2. Trucy doesn’t know what it is and got it from a random guy.
Such a well developed character to take this evidence and present it blindly without any question on the source of where it comes from.
Phoenix usually bluffs his way out of problems, yes, but he usually does it with evidence or information he found on his own or received from trustworthy sources. This is a rookie mistake that makes Phoenix’s whole disbarment plot feel very forced.
Phoenix also just gives up right away rather than stand up for himself with any meaningful evidence especially since he knows Trucy got it from a third party, and Klavier knew about the forgery in advance.
Phoenix does stand up for himself but it is as though he was an inexperienced greenhorn, and blubbers his way out that makes him look guilty. He does say he had no time to prepare it, but then just cries about how this couldn’t be fake as he’s talking to the guy who forged the case.

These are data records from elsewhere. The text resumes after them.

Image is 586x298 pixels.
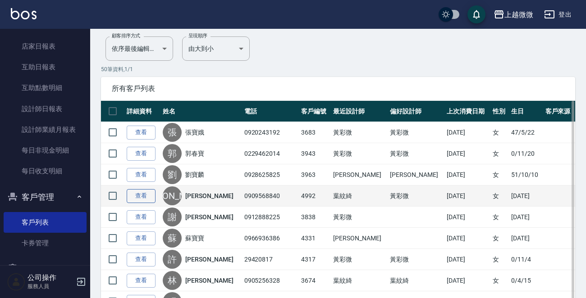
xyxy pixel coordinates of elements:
[490,207,509,228] td: 女
[490,186,509,207] td: 女
[27,283,73,291] p: 服務人員
[388,165,444,186] td: [PERSON_NAME]
[490,270,509,292] td: 女
[163,123,182,142] div: 張
[101,65,575,73] p: 50 筆資料, 1 / 1
[242,122,299,143] td: 0920243192
[4,161,87,182] a: 每日收支明細
[444,143,490,165] td: [DATE]
[127,189,156,203] a: 查看
[127,232,156,246] a: 查看
[185,234,204,243] a: 蘇寶寶
[242,143,299,165] td: 0229462014
[188,32,207,39] label: 呈現順序
[490,165,509,186] td: 女
[127,147,156,161] a: 查看
[490,143,509,165] td: 女
[242,165,299,186] td: 0928625825
[509,270,543,292] td: 0/4/15
[160,101,242,122] th: 姓名
[444,270,490,292] td: [DATE]
[444,186,490,207] td: [DATE]
[444,165,490,186] td: [DATE]
[242,186,299,207] td: 0909568840
[4,57,87,78] a: 互助日報表
[127,253,156,267] a: 查看
[299,143,331,165] td: 3943
[163,229,182,248] div: 蘇
[4,258,87,281] button: 員工及薪資
[509,207,543,228] td: [DATE]
[242,270,299,292] td: 0905256328
[540,6,575,23] button: 登出
[105,37,173,61] div: 依序最後編輯時間
[163,208,182,227] div: 謝
[331,249,388,270] td: 黃彩微
[185,255,233,264] a: [PERSON_NAME]
[242,207,299,228] td: 0912888225
[127,168,156,182] a: 查看
[185,276,233,285] a: [PERSON_NAME]
[299,165,331,186] td: 3963
[299,270,331,292] td: 3674
[467,5,485,23] button: save
[4,140,87,161] a: 每日非現金明細
[509,228,543,249] td: [DATE]
[163,187,182,206] div: [PERSON_NAME]
[331,207,388,228] td: 黃彩微
[163,250,182,269] div: 許
[299,249,331,270] td: 4317
[331,122,388,143] td: 黃彩微
[127,274,156,288] a: 查看
[124,101,160,122] th: 詳細資料
[388,270,444,292] td: 葉紋綺
[509,186,543,207] td: [DATE]
[444,228,490,249] td: [DATE]
[182,37,250,61] div: 由大到小
[127,126,156,140] a: 查看
[444,122,490,143] td: [DATE]
[112,84,564,93] span: 所有客戶列表
[185,192,233,201] a: [PERSON_NAME]
[331,228,388,249] td: [PERSON_NAME]
[490,122,509,143] td: 女
[185,170,204,179] a: 劉寶麟
[509,249,543,270] td: 0/11/4
[11,8,37,19] img: Logo
[388,122,444,143] td: 黃彩微
[299,122,331,143] td: 3683
[509,165,543,186] td: 51/10/10
[444,207,490,228] td: [DATE]
[388,101,444,122] th: 偏好設計師
[299,207,331,228] td: 3838
[242,228,299,249] td: 0966936386
[7,273,25,291] img: Person
[127,210,156,224] a: 查看
[509,122,543,143] td: 47/5/22
[4,186,87,209] button: 客戶管理
[388,186,444,207] td: 黃彩微
[444,249,490,270] td: [DATE]
[331,143,388,165] td: 黃彩微
[504,9,533,20] div: 上越微微
[543,101,575,122] th: 客戶來源
[331,165,388,186] td: [PERSON_NAME]
[490,5,537,24] button: 上越微微
[27,274,73,283] h5: 公司操作
[388,249,444,270] td: 黃彩微
[163,271,182,290] div: 林
[4,212,87,233] a: 客戶列表
[4,233,87,254] a: 卡券管理
[242,249,299,270] td: 29420817
[388,143,444,165] td: 黃彩微
[4,78,87,98] a: 互助點數明細
[331,101,388,122] th: 最近設計師
[509,143,543,165] td: 0/11/20
[490,228,509,249] td: 女
[490,249,509,270] td: 女
[185,149,204,158] a: 郭春寶
[444,101,490,122] th: 上次消費日期
[163,165,182,184] div: 劉
[331,186,388,207] td: 葉紋綺
[112,32,140,39] label: 顧客排序方式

Reminder this is the same guy who even when he was a naive new defense attorney put more of an effort to defend himself from bogus murder accusations, yet when he has evidence or facts that could save him from bogus forgery accusations, he spills his spaghetti in court.
I get that this is needed to move the plot along, but it could’ve at least been handled better.
This sentence is so stupid I cannot convey it in words. What do you think the figurative torch signifies when it is being passed and who is the person passing it, genius.
Crying about Phoenix's last hurrah overshadowing Apollo is also knuckledragger tier. Apollo is the protagonist and surrogate for the player, Phoenix is the central figure of the game's mystery. It is even acknowledged that Apollo, by virtue of being a complete newb, is in over his head and cannot meaningfully contribute to arguments about why the law should change and evolve.
Y'know, cause he's at the start of his own newbie character arc, mirroring Phoenix. But Apollo is still the one digging up the past and putting it to rest. That's his story in the game, he's the new generation without any baggage yet.
Apollo barely does anything in the last trial on his own. I get that he’s a noob, but it makes him underdeveloped and lack his own identity as a character by barely doing anything in the last case of his own game.
It’s fine to have Phoenix have one last hurrah, but it shouldn’t overshadow the new generation in a “passing the torch” story.
It doesn’t help in the trial, Kristoph is beaten with only one cross examination. If there was more of a fight put up on Kristoph’s behalf, it could at least remedy the issue since Apollo is doing a lot of legwork in the trial to bring him down, but it’s just one cross examination.
You know, I kind of get Wright acting all different, having hit rock bottom during the time skip, but the big evidence of "Edgy Wright" not being meant to originally have been Wright at all is how he goes right back to his old personality in the next game. He goes from being totally calm and unshakeable right back to doing the whole nervous grin thing when he gets something wrong.
Even if you mostly agree with me, unfortunately cBB is right here:
That's because the writer/director for the first 4 games, Shu Takumi, left after AJ and his replacement, Yamazaki, is completely bereft of talent.
While I do like Investigations 2 and some of the cases in Yamazaki’s mainline AA games, Yamazaki has an issue with not bothering to follow mainline continuity.
A good example is how he doesn’t really write Phoenix as a continuation from Trials and Tribulations and has him act like the rising newcomer from the first two games, even down to making some of the same mistakes, some of which are for the sake of making Apollo look good.
Speaking of which, it doesn’t help Yamazaki fumbled Apollo’s character too by giving him ridiculous backstories rather than following through on the plot twist from AJ. It’s to a point where it’s believable that if he is behind AA7, Apollo could have a new backstory where it turns out that Jove was a top secret agent who tried to stop some cartoony super villain.